Have you thought about the children?
August 27, 2010I wonder how the storming rhetoric of fear and hate around the proposed Islamic community center in New York is impacting Muslim-American children. What are they experiencing as they hear how threatened people are by the building of a place where they can hang out after school and shoot baskets, play games, or say prayers. Do they refuse to go to school fearing the taunting of their peers? How do their parents answer their questions and explain that freedom of religion does not apply to all citizens in this country?
There’s plenty of talk about children bullying each other these days. How about we admit that a bunch of adults are using bullying tactics to instill fear and hate towards those who are not Christian or in general, not white. It’s racism dressed up in emperor’s clothes and it’s happening in places beyond New York where people are protesting against the building of mosques in their neighborhoods. Can you see right through this hate and bigotry costumed as pain and bereavement around those who died in 9/11? Conflating the genuine grief and horror at the actions of the religious extremists of 9/11 with a religion of reverence practiced by 22% of the world’s population is racism, pure and simple.

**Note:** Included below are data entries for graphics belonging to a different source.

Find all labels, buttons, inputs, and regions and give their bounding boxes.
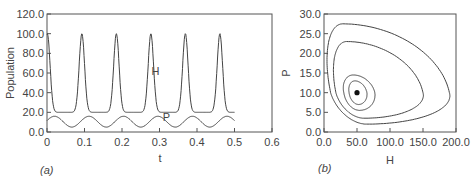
y-tick-label: 10.0	[300, 87, 321, 99]
y-tick-label: 15.0	[300, 67, 321, 79]
x-tick-label: 0.2	[114, 136, 129, 148]
y-tick-label: 120.0	[16, 8, 44, 20]
x-tick-label: 150.0	[409, 136, 437, 148]
x-tick-label: 0	[44, 136, 50, 148]
panel-b-x-ticks: 0.050.0100.0150.0200.0	[316, 128, 469, 148]
figure: 0.020.040.060.080.0100.0120.0 00.10.20.3…	[0, 0, 474, 182]
panel-a-plot-frame	[47, 14, 272, 132]
y-tick-label: 5.0	[306, 106, 321, 118]
panel-a-label: (a)	[40, 164, 54, 176]
series-P-line	[47, 116, 235, 127]
y-tick-label: 80.0	[23, 47, 44, 59]
panel-b-chart: 0.05.010.015.020.025.030.0 0.050.0100.01…	[280, 8, 470, 174]
equilibrium-point	[354, 90, 359, 95]
panel-b-x-axis-label: H	[386, 154, 394, 166]
y-tick-label: 40.0	[23, 87, 44, 99]
panel-b-y-axis-label: P	[280, 69, 292, 76]
panel-b-label: (b)	[318, 162, 332, 174]
x-tick-label: 0.0	[316, 136, 331, 148]
phase-orbits	[327, 24, 450, 124]
panel-a-x-ticks: 00.10.20.30.40.50.6	[44, 128, 280, 148]
y-tick-label: 30.0	[300, 8, 321, 20]
series-P-label: P	[163, 111, 170, 123]
y-tick-label: 25.0	[300, 28, 321, 40]
panel-a-y-ticks: 0.020.040.060.080.0100.0120.0	[16, 8, 51, 138]
orbit-curve	[333, 42, 423, 119]
y-tick-label: 0.0	[29, 126, 44, 138]
x-tick-label: 0.3	[152, 136, 167, 148]
x-tick-label: 100.0	[376, 136, 404, 148]
panel-a-y-axis-label: Population	[4, 47, 16, 99]
series-H-line	[47, 34, 235, 113]
panel-a-chart: 0.020.040.060.080.0100.0120.0 00.10.20.3…	[4, 8, 280, 176]
y-tick-label: 20.0	[23, 106, 44, 118]
x-tick-label: 0.1	[77, 136, 92, 148]
panel-a-x-axis-label: t	[158, 152, 161, 164]
x-tick-label: 0.4	[189, 136, 204, 148]
series-H-label: H	[152, 65, 160, 77]
y-tick-label: 100.0	[16, 28, 44, 40]
x-tick-label: 0.6	[264, 136, 279, 148]
y-tick-label: 60.0	[23, 67, 44, 79]
x-tick-label: 50.0	[346, 136, 367, 148]
x-tick-label: 200.0	[442, 136, 470, 148]
x-tick-label: 0.5	[227, 136, 242, 148]
y-tick-label: 20.0	[300, 47, 321, 59]
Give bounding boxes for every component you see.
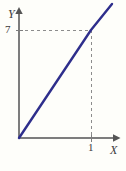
data-line-series-1 (19, 4, 112, 138)
x-tick-label-1: 1 (88, 142, 94, 153)
y-tick-label-7: 7 (5, 24, 11, 35)
plot-canvas (0, 0, 126, 171)
x-axis-label: X (110, 144, 117, 156)
y-axis-arrowhead-icon (15, 7, 22, 14)
x-axis-arrowhead-icon (113, 134, 121, 142)
figure-root: Y X 7 1 (0, 0, 126, 171)
y-axis-label: Y (8, 8, 15, 20)
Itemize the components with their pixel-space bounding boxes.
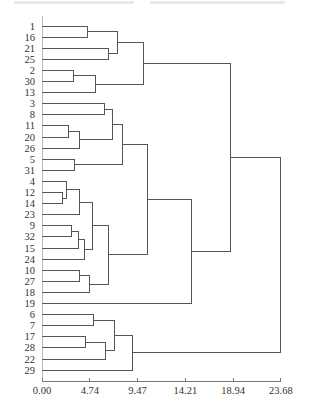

We haven’t found it necessary to protest Christian terrorists who have murdered and bombed people in Atlanta, Spokane, or Chicago or to protest Christian churches from being built near those atrocities.
Fundamentalists of all persuasions are dangerous for there is no room in their world for any other points of view. Focusing our efforts on eradicating terrorist fundamentalism of all religions would be a much better usage of our fears. That’s my hope for what the children of this country will be learning and valuing in the land of the free.